Using MongoDB and Neo4j in the same service, for real reasons
The “people you may know” feature seems trivial until you try to implement it without a graph database. In MongoDB, you’d end up embedding friend arrays inside documents and traversing them in application code. For one hop that’s fine. For two hops — friends of friends — you’re doing multiple queries, deduplicating in memory, and the code gets messy fast. In Neo4j, the same thing is a three-line Cypher query.
The project uses both. MongoDB stores user documents. Neo4j stores the friendship graph. Each database handles what it was designed for.
The Cypher query that matters
When you call GET /users/{id}/recommendations, the service runs this against Neo4j:
MATCH (u:User {id: $userId})-[:FRIENDS]->(f1:User)-[:FRIENDS]->(f2:User)
WHERE NOT (u)-[:FRIENDS]->(f2) AND u.id <> f2.id
RETURN DISTINCT f2
LIMIT 10
That traverses the graph two hops out, filters out existing connections and the user themselves, and returns distinct results. Neo4j is doing the graph traversal natively. Replicating this in a document database would require multiple application-level joins and explicit deduplication.
How the service bridges the two databases
The query returns a list of Neo4j User nodes with their IDs. The service then takes those IDs and fetches the full user documents from MongoDB. Two database calls total, with a clean boundary between them: Neo4j answers “who should we recommend?” and MongoDB answers “what’s their full profile?”
The architecture is UserController → UserService → { UserDocumentRepository (MongoDB), UserGraphRepository (Neo4j) }. The service is the meeting point.
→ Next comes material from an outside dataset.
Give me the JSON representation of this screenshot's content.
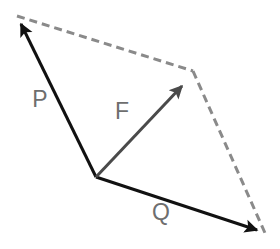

Neither repository knows the other exists.
Spring Boot Docker Compose integration
Running this locally is just ./mvnw spring-boot:run. Spring Boot 3.5 detects the compose.yaml and starts MongoDB and Neo4j automatically. You don’t need to run docker compose up yourself. This behavior was added in Spring Boot 3.1 — the framework manages the container lifecycle as part of the application context.
What the design deliberately left out
There’s no CQRS, no event bus, no extra layers beyond controller → service → repositories. That was intentional. The point was to show how the two databases fit together, not to bury that in infrastructure code. The polyglot persistence is the interesting part; the surrounding architecture should be as thin as possible.
One thing worth noting: the Cypher query has a hardcoded LIMIT 10 and there’s no handling for the case where a Neo4j node exists but the corresponding MongoDB document doesn’t. In a production system you’d want either a reconciliation process or explicit null checks on the hydration step. For the scope of this project, those are acceptable gaps.